The noticeable absence of American and European oil companies is not due to Khartoum’s antipathy to them, but to their government’s policy of isolating Sudan in order to help John Garang’s SPLA to achieve a victory that would guarantee the secession of the south. When, for instance, the US Occidental oil company showed interest in joining the GNPOC as a founding member, the Sudanese government made it an excellent offer. But after returning to Washington for consultation with the US government, Occidental’s officials decided against joining, even though they had requested it in the first place.
But Khartoum does not feel bitter toward American oil companies for making themselves scarce, and does not miss them. El-Jazz said at his September 7 press conference in Paris that US oil companies are free to apply for fresh concessions. The energy minister - who is well-satisfied with the almost miraculous work carried out by the GNPOC - resisted the temptation to add that they had not been needed in any case, and might have been obstructive if they had been members of the consortium.

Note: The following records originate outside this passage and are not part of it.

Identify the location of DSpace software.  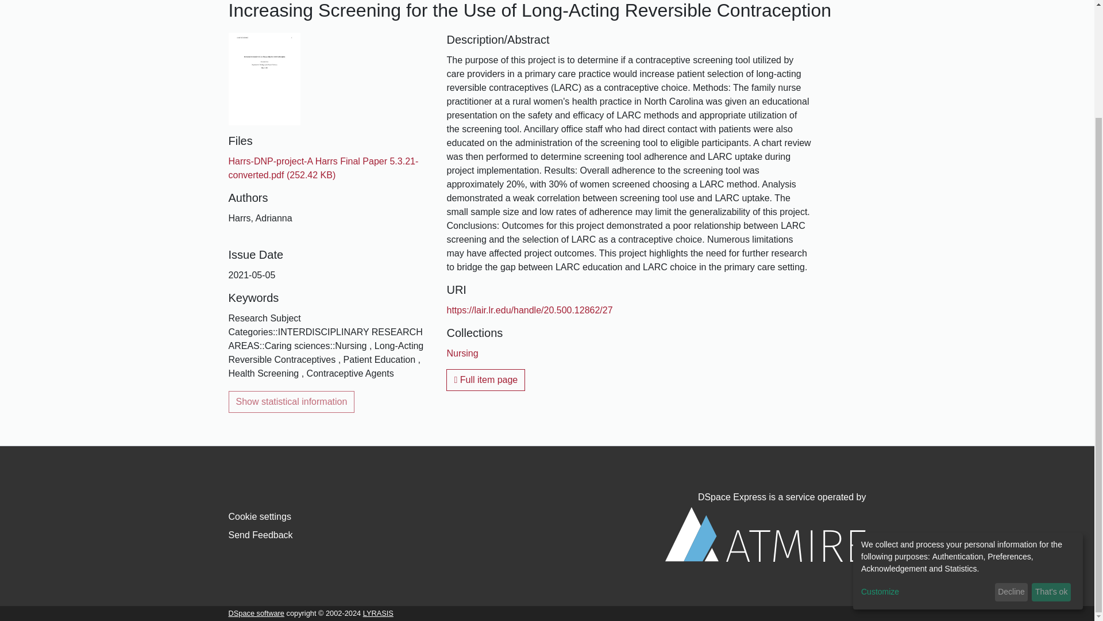
(256, 613).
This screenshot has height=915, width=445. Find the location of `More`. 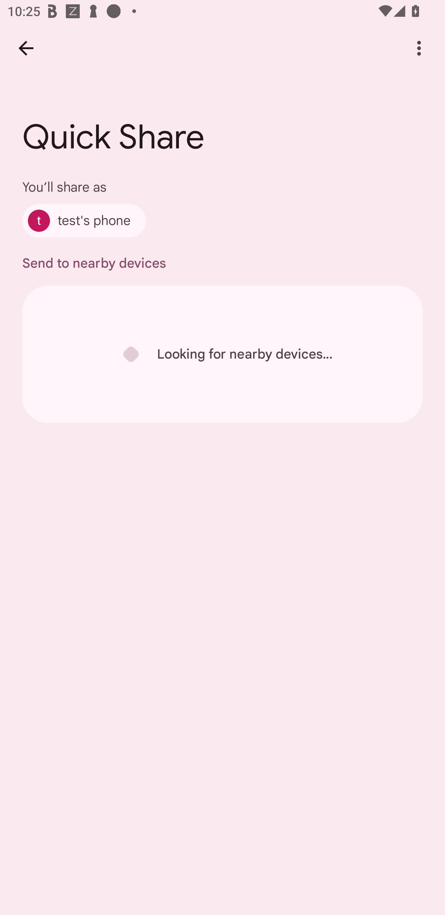

More is located at coordinates (419, 48).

The GNPOC succeeded in building the longest pipeline in Africa, and all the other infrastructures and installations, in record time. The pipeline, with a capacity of 250,000 bpd, was completed in eleven months, instead of the 36 months that had been expected. And work is also proceeding apace on three other oil fields that are expected to start producing soon. New refineries are also being built.
All this has been achieved despite the war in Sudan’s south, as well as cross-border attacks by other Sudanese guerrillas based in Ethiopia and Eritrea, armed and trained with US money. But Sudanese opposition forces were asked to leave their bases in these countries after a border dispute between them in May 1998 developed into full-scale war. Uganda, however, is still hostile to Sudan and continues to back the SPLA.

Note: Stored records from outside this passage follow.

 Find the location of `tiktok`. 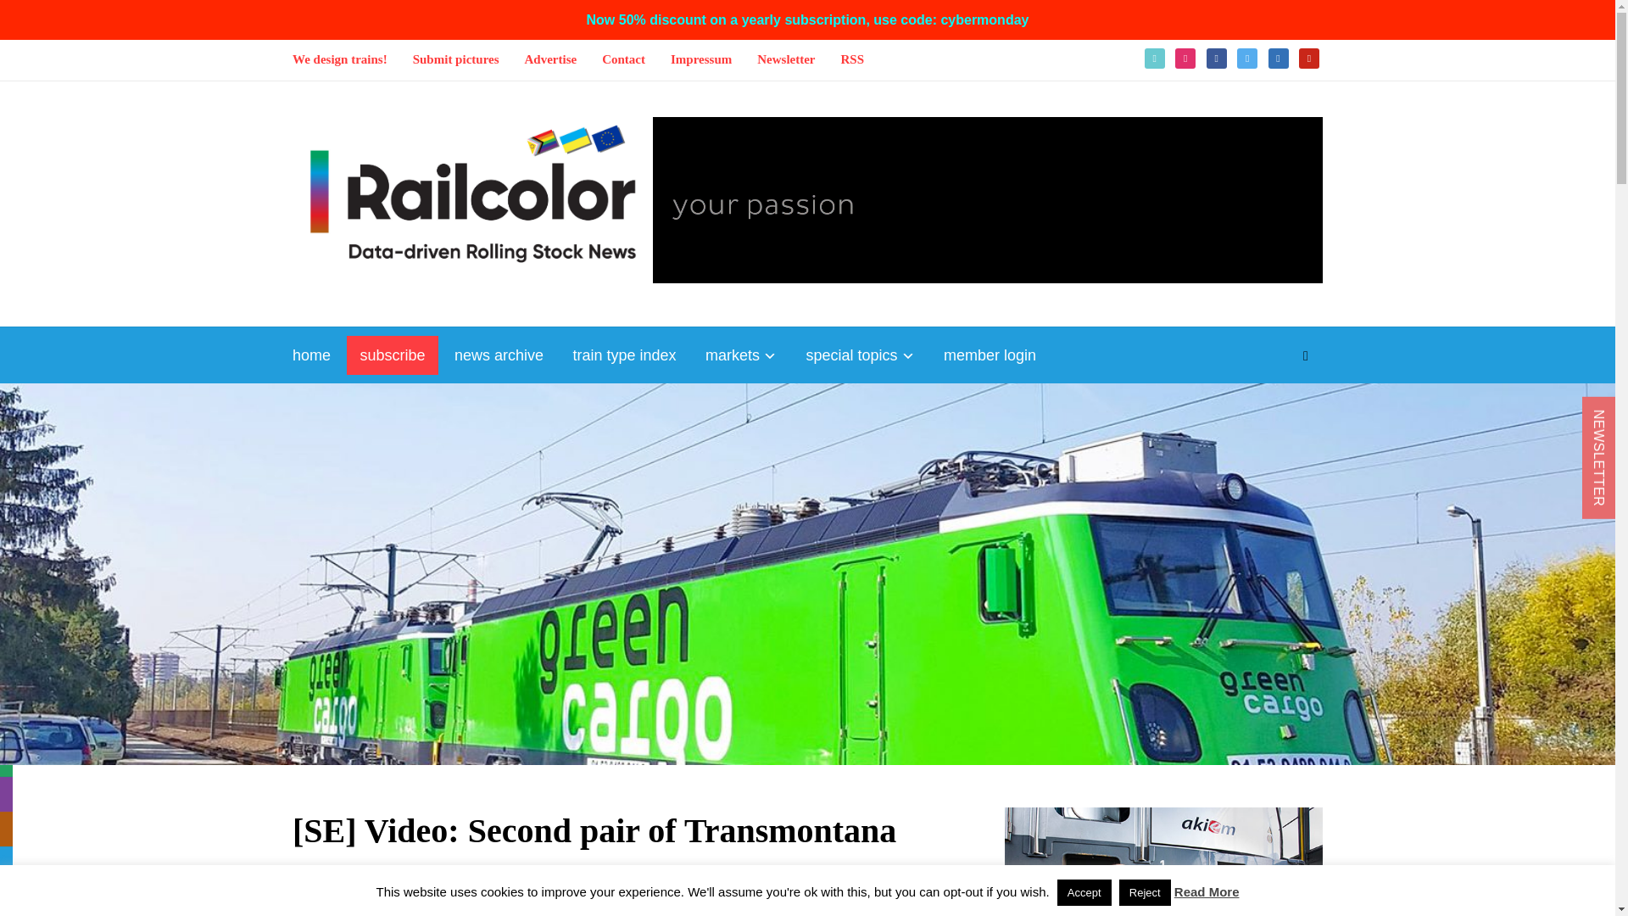

tiktok is located at coordinates (1155, 57).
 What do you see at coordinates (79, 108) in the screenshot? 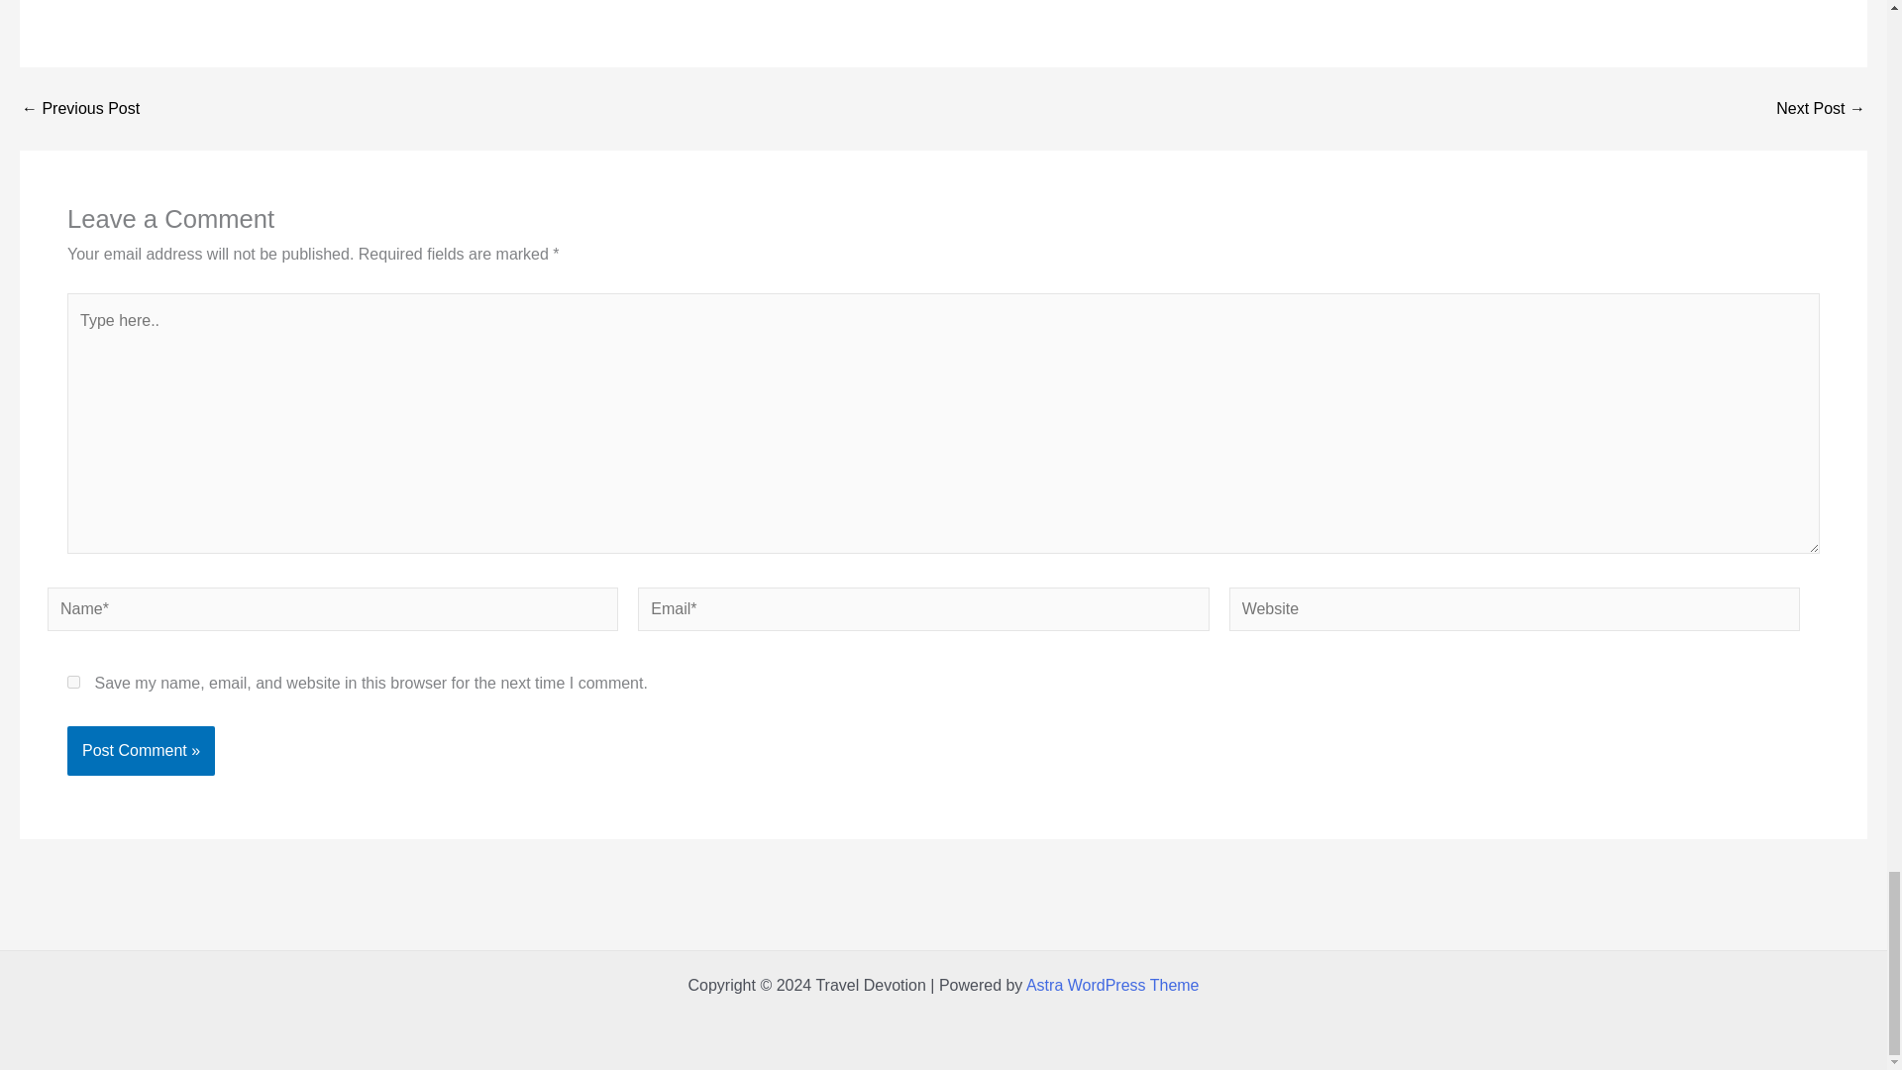
I see `Why choose Manly Holiday Homes` at bounding box center [79, 108].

The Americans, meanwhile, have intensified their hostility towards Khartoum, accusing it of genocide and of trading in slaves. They have also stepped up their pressure on other countries not to deal with Sudan, accusing Poland, for instance, of selling arms to Yemen which were then diverted to Sudan. Washington has also appointed a special envoy for Sudan to co-ordinate its strategy against Khartoum, and will undoubtedly maintain its campaign until a subservient regime is installed there.
The stakes are high. A regime committed to Islamic values and with access to petro-dollars can turn Sudan into a prosperous country able and willing to advance the cause of Islam worldwide. The country has vast agricultural and mineral resources, is blessed with two large rivers, the Blue Nile and the White Nile, and is Africa’s biggest country. But if the resources received from oil-exports are squandered or mis-used, Sudan can become another Nigeria - a huge country awash with petro-dollars which do nothing for the country’s people, and with a massive debt to boot which makes it totally beholden to the west’s international economic bodies.